As the applause died down, he rose to speak.

And he saw the Grinning Sadist coming right at him.

He saw the deranged eyes, the cruel mouth, the deliberately ugly clothing (like a very poor cowboy or a 1960s college student), and the knife in the maniac's hand.

Om mani padme hum…

And then he got the Boston Cream Pie right in the face.

It hadn't been a knife at all: he had imagined a knife when the pie plate was turned and raised as it was thrown.

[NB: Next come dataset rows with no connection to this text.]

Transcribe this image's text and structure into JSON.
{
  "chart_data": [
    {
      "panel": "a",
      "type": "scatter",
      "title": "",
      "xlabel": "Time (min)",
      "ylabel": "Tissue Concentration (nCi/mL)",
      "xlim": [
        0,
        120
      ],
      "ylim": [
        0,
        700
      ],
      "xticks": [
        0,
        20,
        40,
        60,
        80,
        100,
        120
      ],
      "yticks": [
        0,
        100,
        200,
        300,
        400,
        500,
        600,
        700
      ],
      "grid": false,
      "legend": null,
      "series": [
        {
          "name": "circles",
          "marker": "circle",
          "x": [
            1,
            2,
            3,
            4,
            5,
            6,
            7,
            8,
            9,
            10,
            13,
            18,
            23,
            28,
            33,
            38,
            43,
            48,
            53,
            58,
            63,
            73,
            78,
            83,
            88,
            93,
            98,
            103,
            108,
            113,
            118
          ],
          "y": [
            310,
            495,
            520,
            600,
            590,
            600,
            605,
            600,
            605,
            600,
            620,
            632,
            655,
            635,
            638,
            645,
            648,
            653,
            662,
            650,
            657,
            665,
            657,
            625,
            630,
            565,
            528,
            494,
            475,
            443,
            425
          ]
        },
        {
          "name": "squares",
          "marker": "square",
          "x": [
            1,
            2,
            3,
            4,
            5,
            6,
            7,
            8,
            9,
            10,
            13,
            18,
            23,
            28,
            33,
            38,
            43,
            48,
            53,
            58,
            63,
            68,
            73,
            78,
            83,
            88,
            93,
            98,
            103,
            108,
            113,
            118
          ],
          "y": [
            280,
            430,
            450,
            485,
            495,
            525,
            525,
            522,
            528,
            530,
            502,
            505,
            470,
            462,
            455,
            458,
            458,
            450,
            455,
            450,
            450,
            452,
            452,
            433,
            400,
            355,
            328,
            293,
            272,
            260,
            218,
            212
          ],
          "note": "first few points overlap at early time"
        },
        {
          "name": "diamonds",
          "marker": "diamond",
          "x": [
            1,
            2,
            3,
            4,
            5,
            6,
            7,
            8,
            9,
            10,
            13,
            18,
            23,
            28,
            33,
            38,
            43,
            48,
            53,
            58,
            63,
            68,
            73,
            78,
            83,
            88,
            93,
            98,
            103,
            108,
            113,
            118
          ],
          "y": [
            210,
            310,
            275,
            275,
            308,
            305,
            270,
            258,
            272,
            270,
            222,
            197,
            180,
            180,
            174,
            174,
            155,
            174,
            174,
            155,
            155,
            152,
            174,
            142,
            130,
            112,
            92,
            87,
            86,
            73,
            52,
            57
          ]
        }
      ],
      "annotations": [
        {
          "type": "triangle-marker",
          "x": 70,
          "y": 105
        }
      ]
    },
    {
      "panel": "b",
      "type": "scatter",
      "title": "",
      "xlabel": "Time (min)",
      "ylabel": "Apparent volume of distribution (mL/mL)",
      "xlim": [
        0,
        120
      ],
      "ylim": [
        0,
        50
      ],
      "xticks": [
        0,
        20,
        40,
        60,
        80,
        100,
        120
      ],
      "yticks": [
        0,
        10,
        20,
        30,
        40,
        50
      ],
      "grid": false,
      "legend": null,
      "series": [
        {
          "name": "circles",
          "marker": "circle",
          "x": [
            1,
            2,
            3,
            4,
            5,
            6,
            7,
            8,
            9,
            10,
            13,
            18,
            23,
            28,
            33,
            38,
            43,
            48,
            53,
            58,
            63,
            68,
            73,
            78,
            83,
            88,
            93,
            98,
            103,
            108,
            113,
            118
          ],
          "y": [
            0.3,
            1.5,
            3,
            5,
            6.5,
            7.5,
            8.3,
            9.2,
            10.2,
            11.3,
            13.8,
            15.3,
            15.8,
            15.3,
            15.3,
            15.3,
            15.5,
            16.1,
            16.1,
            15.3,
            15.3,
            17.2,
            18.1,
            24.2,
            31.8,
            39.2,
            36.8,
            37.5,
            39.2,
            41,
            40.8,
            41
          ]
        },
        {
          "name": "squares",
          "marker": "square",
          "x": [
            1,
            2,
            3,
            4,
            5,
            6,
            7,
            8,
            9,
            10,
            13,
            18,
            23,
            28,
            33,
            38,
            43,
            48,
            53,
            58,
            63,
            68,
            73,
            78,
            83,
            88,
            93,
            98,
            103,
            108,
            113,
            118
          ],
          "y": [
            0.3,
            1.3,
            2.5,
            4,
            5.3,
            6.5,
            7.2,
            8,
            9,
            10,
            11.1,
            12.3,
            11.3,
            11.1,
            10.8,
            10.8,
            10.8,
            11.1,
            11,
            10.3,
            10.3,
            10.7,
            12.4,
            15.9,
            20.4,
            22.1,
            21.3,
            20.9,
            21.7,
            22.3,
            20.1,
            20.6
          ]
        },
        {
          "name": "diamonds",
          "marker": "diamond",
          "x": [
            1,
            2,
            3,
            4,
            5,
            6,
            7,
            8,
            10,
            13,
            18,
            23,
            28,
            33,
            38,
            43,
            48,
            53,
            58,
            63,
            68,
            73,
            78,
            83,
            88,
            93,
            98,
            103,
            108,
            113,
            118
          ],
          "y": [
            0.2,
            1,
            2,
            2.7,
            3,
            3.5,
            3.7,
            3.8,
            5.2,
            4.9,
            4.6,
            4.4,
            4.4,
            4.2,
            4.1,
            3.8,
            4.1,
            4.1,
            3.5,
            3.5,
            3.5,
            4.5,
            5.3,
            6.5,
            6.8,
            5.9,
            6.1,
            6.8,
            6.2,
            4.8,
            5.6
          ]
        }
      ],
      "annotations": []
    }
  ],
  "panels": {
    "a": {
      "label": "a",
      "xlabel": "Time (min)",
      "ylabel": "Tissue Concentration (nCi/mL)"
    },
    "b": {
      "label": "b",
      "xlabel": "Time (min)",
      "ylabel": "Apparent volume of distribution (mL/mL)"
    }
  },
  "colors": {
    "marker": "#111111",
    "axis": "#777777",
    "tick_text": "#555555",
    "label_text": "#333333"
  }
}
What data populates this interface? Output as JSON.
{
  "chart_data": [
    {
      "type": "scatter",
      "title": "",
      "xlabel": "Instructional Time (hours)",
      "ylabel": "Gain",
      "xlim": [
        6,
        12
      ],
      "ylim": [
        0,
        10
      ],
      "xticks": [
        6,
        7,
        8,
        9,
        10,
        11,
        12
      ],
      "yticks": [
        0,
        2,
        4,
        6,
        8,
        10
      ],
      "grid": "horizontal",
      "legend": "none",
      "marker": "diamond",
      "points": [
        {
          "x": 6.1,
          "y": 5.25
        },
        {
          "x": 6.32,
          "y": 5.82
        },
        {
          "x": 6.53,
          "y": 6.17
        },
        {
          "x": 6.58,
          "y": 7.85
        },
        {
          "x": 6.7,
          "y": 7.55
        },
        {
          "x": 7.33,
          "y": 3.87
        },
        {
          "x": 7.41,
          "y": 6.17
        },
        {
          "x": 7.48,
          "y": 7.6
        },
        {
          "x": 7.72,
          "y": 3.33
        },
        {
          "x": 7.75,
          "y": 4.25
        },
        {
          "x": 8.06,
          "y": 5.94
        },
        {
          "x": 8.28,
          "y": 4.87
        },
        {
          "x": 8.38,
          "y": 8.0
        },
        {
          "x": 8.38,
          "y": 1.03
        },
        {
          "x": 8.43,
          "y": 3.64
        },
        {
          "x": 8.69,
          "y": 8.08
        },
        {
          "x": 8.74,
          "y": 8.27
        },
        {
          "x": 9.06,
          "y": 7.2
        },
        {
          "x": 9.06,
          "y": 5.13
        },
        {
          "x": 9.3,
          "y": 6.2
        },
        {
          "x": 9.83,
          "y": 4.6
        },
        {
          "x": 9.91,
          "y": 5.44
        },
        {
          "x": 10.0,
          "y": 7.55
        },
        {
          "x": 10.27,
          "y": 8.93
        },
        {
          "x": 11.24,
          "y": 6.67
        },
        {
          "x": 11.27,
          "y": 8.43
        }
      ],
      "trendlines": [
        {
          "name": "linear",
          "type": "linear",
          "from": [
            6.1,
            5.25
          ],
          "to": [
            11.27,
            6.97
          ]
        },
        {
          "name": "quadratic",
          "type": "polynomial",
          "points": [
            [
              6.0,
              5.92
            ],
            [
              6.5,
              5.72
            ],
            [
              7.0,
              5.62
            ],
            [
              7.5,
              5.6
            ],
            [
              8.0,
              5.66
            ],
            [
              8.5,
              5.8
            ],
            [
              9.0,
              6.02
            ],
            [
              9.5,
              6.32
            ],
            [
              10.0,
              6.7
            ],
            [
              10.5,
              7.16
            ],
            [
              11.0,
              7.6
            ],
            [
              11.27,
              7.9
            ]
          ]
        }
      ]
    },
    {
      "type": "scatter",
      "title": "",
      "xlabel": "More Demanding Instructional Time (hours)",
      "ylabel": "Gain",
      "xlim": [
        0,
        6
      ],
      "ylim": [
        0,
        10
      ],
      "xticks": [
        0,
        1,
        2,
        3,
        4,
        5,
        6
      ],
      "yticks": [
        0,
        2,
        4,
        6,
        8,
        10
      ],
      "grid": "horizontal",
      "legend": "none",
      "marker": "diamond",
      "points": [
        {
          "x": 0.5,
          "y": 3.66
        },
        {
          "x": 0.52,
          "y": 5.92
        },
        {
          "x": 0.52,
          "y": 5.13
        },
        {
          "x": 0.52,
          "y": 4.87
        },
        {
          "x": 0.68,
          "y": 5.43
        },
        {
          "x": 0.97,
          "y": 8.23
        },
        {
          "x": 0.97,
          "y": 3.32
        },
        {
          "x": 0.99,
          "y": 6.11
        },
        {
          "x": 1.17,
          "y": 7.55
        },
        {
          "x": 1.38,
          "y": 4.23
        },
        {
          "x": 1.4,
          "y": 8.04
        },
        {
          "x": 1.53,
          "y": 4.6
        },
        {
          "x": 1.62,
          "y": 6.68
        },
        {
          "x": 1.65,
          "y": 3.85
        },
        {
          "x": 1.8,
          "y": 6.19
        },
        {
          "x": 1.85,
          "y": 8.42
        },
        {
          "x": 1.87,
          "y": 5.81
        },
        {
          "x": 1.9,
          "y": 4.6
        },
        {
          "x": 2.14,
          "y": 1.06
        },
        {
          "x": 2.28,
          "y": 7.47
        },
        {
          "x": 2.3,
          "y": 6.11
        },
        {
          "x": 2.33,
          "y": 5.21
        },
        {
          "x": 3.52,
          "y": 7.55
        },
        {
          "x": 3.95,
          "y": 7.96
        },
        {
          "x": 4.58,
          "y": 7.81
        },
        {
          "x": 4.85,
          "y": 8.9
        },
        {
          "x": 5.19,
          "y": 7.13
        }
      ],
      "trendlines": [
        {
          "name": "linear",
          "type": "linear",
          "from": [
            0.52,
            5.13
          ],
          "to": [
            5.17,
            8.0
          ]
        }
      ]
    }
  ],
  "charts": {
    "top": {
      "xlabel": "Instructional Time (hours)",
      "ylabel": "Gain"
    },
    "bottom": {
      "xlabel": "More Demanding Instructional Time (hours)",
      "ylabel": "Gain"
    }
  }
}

Benny stood there, very conscious that he was overweight and past fifty, Boston Cream Pie dripping from his face, trying to remind himself that heart palpitations were not a symptom of heart attack, aware suddenly that the daily life of humankind was not only marvelous, as Jung had taught him, and terrible, as the murder had taught him, but totally absurd as well, as the Existentialists might have taught him.*

*Galactic Archives: Pie throwing was common in Unistat at the time of this Romance. It derived, of course, from the territorial feces-hurling rituals of other primates. See "Expressions of Violence in Wild and Domesticated Primates," Encyclopedia of Primate Psychology, Sirius Press, 2775. Domesticated primates defend ideological territories (mental constructs) as well as the physical turf. Pie throwers were expressing mammalian territorial rage in a traditional primate manner by throwing guck in the faces of those who threatened their ideological "space."

AUFGEHOBEN


2 NEW PLANETS DISCOVERED

–news headline, 1983

The only one in New York who didn't react emotionally to Benny Benedict's "One Month to Go" column was Justin Case, an embittered, fortyish man who wrote beautifully meaningless film criticism. Case had not liked the film of 1984 and never read books, which he regarded as too old-fashioned to be worthy of serious attention.